A far cry from the typical white cube gallery, The Power Station’s visually intriguing space in the former 1920s Power & Light building in Dallas is currently matched with works by Los Angeles-based artist Walead Beshty, on view through December 16. His show Fair Use presents a grouping of new works that seem to decry, from an outsider’s perspective, the political turmoil of Mexico.
Being a fan of the British-born artist’s early works, like his seemingly abstract photographs exposed by TSA x-ray scanners, or his fractured glass vitrines presented atop the FedEx boxes in which they were shipped, my initial reaction to this show was tainted by my expectations of grandeur. I was underwhelmed.
Ceramic works that the artist had made at Cerámica Suro in Guadalajara, Mexico were presented atop their carefully crafted wood shipping containers. Using colors taken from murals by Jose Clemente Orozco at the Hospicio Cabañas in Guadalajara and murals by Pierre Bourdelle at the Portico of Mexico at Fair Park in Dallas, Beshty references the Mexican past with chaotic assemblages of fractured remnants from the ceramics factory adhered together by poured glazes of red, blue, green, black, white and yellow. The artist has created works that resemble melted artifacts from a nuclear explosion rather than the Revolution that they reference.
Shredded newspaper works like La Voz highlight the tendency of Mexican periodicals to feature sexy pin-up girls beside gruesome images of drug violence. Placed beside the ceramic pieces, the comparison of the Mexican past with the Mexican present is a superficial one. Compared with Mexico Inside Out: Themes in Art Since 1990, now on view at the Modern Art Museum of Fort Worth, Beshty’s Fair Use represents not an actual understanding of the realities on which it focuses, but an outsiders’ perspective that is no less important to consider.
As if to underline the outsider perspective, the ceramic sculptures, like Felipe II, bear the all-too-familiar “Made in Mexico” stickers that grace all Mexican exports. These works are akin to Beshty’s early work in his reliance on others to create his finished product, but placed in a post-apocalyptic setting which the artist has created in the gallery using wallpaper, video and audio, these works read as a naive understanding of what it is to live in this landscape of violence.
The Power Station invites art stars to create experimental works, and I applaud Beshty for attempting to leave his comfort zone to fulfill the expectations of the rarefied space, but his employment of Mexican artisans and his equation of contemporary and historical Mexico to his manufactured post-apocalyptic world reads more like the unbridled power of the foreign hand which the Mexican Revolution and its muralists so adamantly worked against. Fair Use will be featured next at the Hospicio Cabañas in Guadalajara, a UNESCO World Heritage Site, where, hopefully underneath the very murals which it references, it will read less as a foreigner’s commentary and more like a humbling perspective on a issue that could never be addressed in a single gallery exhibition.
Walead Beshty: Fair Use will be on view at the Power Station, Dallas through December 16.
2 comments
Good writing!
F.w.i.w., I think Beshty may have been deliberately contrasting the kind of expressions created by Orozco that were at one time a valued contribution to Mexico’s cultural environment, with the kind of commercial spectacle in which Mexicans (and we all) are now engulfed.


PROBLEM DETAILS
Search the entries for the word "Shifted" and return every line where it is found.

AVAILABLE RECORDS
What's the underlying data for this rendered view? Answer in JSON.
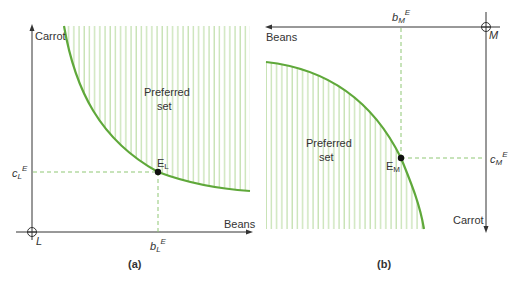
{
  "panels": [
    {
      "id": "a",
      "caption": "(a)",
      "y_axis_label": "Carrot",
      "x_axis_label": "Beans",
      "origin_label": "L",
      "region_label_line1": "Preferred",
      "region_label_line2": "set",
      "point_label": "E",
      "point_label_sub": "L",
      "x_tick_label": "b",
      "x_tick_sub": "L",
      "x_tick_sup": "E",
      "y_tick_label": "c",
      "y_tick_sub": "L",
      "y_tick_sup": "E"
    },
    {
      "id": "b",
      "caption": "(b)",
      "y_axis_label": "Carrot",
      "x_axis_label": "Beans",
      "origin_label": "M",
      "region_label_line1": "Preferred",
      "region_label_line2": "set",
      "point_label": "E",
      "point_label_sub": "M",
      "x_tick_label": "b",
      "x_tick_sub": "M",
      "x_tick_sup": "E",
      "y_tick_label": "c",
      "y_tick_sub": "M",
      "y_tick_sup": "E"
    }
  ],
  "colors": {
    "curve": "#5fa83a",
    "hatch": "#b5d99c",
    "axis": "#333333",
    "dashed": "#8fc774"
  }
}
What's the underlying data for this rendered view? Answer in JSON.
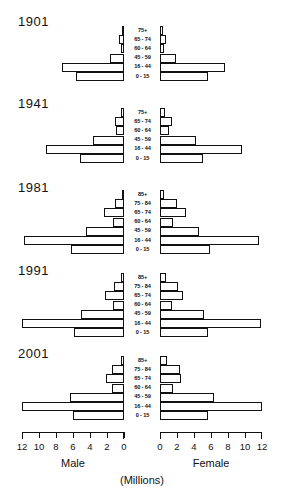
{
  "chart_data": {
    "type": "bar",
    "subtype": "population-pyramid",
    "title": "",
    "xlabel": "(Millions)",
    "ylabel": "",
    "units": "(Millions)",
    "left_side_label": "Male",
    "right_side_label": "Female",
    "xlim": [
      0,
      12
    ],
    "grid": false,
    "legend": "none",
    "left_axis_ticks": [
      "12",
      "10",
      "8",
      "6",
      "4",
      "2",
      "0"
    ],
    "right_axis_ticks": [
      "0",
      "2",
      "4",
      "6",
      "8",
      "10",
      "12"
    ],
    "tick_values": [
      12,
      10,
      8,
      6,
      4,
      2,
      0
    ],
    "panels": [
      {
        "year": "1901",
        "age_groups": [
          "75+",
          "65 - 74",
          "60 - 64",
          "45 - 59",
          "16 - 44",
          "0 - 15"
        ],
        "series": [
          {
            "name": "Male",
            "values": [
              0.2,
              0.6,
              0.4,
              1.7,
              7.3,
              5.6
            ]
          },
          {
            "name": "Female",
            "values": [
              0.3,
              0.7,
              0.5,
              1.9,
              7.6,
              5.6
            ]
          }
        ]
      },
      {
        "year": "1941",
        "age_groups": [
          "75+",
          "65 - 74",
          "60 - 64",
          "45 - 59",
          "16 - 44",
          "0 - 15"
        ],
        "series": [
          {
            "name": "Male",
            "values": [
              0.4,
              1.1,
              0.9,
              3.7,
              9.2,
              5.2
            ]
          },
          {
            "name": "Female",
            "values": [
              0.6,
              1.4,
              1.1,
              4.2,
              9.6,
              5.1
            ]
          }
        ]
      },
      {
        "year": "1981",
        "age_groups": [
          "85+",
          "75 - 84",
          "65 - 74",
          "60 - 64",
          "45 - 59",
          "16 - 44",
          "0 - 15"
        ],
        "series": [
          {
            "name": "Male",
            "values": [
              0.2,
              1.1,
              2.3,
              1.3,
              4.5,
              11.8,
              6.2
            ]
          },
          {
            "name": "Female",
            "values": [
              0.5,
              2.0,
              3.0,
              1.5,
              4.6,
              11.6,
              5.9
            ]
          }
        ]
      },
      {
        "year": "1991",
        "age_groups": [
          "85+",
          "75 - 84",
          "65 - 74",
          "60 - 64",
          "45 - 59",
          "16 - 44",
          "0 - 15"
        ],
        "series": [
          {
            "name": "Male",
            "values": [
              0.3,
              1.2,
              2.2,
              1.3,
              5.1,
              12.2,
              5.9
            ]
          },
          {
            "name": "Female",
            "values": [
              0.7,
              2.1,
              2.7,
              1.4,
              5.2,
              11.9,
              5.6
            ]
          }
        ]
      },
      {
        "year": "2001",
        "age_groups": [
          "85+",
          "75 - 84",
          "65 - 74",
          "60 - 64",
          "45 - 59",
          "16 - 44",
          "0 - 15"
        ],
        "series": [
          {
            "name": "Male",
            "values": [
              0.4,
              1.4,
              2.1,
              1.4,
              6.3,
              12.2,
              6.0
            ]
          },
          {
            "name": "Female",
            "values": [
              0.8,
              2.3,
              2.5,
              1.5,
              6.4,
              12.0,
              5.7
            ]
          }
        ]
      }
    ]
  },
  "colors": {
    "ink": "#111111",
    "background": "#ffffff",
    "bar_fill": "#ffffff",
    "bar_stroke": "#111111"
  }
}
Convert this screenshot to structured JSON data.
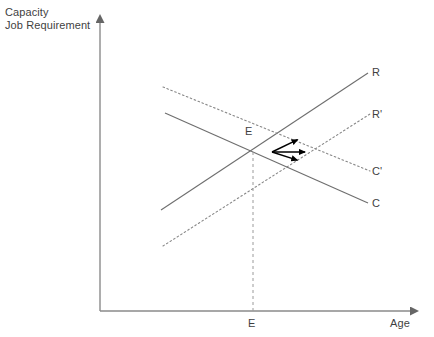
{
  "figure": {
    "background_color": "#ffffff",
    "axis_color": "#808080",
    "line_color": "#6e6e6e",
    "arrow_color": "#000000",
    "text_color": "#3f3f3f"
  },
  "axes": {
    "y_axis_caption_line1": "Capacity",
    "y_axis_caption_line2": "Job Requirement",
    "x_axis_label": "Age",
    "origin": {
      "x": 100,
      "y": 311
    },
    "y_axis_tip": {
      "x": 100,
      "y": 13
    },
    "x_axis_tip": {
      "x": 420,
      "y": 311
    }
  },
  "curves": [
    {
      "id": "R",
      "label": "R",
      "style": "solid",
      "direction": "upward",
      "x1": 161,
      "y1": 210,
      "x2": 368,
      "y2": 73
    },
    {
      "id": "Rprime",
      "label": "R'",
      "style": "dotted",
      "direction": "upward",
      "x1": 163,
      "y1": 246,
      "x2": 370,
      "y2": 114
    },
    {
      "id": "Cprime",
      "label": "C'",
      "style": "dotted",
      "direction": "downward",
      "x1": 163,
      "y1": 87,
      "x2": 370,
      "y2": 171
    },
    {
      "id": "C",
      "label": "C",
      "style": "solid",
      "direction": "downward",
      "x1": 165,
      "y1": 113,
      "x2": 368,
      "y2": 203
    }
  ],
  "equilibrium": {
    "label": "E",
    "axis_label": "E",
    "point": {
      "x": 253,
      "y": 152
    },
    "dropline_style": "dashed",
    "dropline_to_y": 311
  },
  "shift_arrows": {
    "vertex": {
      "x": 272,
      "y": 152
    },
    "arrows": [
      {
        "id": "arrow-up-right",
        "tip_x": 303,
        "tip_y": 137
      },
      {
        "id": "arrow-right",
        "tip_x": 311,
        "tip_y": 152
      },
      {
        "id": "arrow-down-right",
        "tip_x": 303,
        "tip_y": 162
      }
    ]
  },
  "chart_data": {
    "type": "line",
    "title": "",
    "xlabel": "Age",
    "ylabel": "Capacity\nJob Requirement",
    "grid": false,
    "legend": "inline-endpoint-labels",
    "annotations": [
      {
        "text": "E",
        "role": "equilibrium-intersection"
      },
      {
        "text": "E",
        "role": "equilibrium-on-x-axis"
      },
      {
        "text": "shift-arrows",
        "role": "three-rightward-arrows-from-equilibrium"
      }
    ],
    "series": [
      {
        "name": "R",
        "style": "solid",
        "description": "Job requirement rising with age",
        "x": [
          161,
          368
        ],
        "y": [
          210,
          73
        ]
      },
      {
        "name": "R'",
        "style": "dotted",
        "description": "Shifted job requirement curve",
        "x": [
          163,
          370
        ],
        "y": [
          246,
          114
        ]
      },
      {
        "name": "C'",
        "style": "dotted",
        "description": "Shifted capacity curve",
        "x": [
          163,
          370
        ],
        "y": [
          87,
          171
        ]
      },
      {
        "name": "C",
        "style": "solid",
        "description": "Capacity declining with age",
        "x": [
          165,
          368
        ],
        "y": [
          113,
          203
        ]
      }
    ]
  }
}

* * *

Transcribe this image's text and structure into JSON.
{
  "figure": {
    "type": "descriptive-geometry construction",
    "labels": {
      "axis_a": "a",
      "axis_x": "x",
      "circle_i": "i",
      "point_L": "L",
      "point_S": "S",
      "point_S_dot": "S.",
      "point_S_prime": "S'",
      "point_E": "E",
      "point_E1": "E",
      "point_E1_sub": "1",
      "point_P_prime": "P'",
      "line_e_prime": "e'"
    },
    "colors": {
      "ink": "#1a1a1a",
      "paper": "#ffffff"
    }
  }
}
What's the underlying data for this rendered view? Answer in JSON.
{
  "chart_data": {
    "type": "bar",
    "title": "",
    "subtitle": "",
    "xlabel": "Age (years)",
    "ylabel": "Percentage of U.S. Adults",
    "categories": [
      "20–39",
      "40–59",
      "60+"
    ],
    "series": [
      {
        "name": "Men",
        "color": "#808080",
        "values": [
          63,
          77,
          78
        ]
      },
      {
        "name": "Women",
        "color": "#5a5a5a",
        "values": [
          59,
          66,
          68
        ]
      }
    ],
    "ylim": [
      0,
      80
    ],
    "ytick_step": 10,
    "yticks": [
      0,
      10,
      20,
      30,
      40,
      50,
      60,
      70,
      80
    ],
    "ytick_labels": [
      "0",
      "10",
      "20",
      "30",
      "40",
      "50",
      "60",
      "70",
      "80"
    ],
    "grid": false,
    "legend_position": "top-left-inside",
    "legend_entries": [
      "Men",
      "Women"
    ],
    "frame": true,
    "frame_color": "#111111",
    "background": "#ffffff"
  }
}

REPLY TO THE TASK
        "description": "Shifted job requirement curve",
        "description": "Shifted capacity curve",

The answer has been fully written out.